A statement from Madison Park assistant principal and athletic director Kristen Weeks praised the team for its season. … “We are even more proud of our players and coaches for the character, integrity, and resiliency they displayed in the face of adversity,” Weeks said in her statement. …

Indeed, after East Bridgewater defeated Madison Park and moved to the next round in the state tournament, it lost to Archbishop Williams by a resounding 52-33.

I only mention this about as often as Francis brings up that he went to Harvard. But I’ll say it here: I’ve coached youth sports. Between two sons I’d say I probably have 24 seasons on my resume in three sports over a dozen or so years. I’ve been involved in too many ass kickings to count. Both as the kicker and the kickee. Some involving East Bridgewater, believe it or not. I’ve coached teams that won Super Bowls, the worst team in the league and a baseball team full of lovable misfits that barely squeaked into the playoffs, pulled off a miracle run and beat the powerhouse for the town championship. And so I call on all that life experience to say the East Bridgewater superintendent and the Madison Park athletic director both need to shut it.

Yes, the story of the 93-7 game has been around the world and gave birth to probably a billion comment section angry, sanctimonious screeds about how damaging this was to those poor Madison Park girls and how coach Andrew MacDonald needs to be fired and put in stocks in the East Bridgewater village green. But you know who’s not angry? Who’s not the least bit upset? The girls of Madison Park basketball.
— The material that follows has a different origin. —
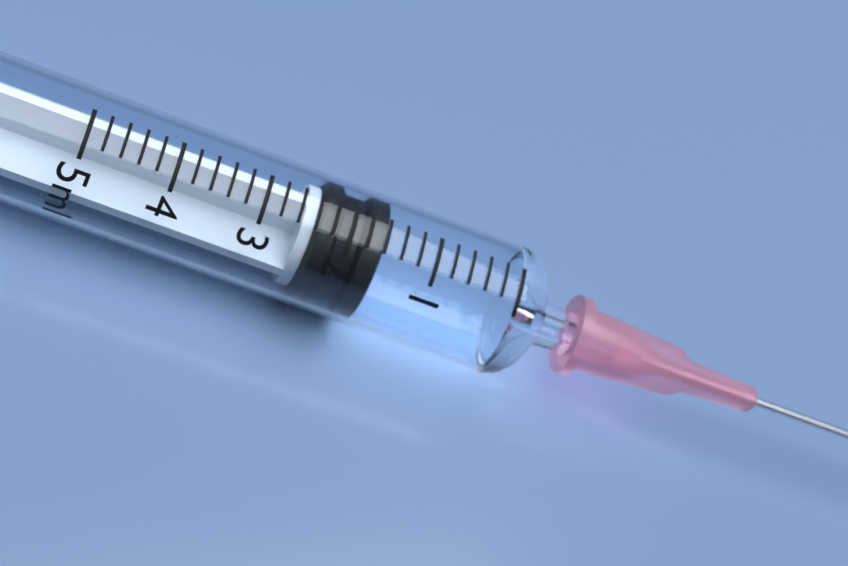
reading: 1.6 ml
Personally, I’m a foot-off-the-gas guy. When you’re up three touchdowns midway through the second half, to me that’s the time to empty your bench and make sure everyone gets to play. Sometimes even then you’re playing a team so bad you still increase your lead. That’s life. I’ve been on the pointy end of the spear in blowouts where the opposing coach keeps his stars in and there’s nothing you can do but take it. Those games suck, but only adults who have never been around youth athletics think it’s psychologically damaging to the kids.

If youth sports is supposed to be all about learning lessons about life (Spoiler: They’re not. In the long run, they’re just funtivities), then there is no more useful lesson to learn than your own limitations. And sometimes your inferiority. I don’t know a soul on that Madison Park team but I promise you within 10 minutes of the final buzzer they were Snapchatting with the Bunny Face filter, trying to get their hands on a box of wine and moving on with their lives. Just like the Lady Vikings were the following game when they got trounced. So we need less yapping from adults who think winning big is a crime against humanity or pretend they’re proud of “character” in the face of an 86-point loss. Mostly we just need them all to remember it’s no more complicated than “sometimes you eat the bar and sometimes the bar eats you.”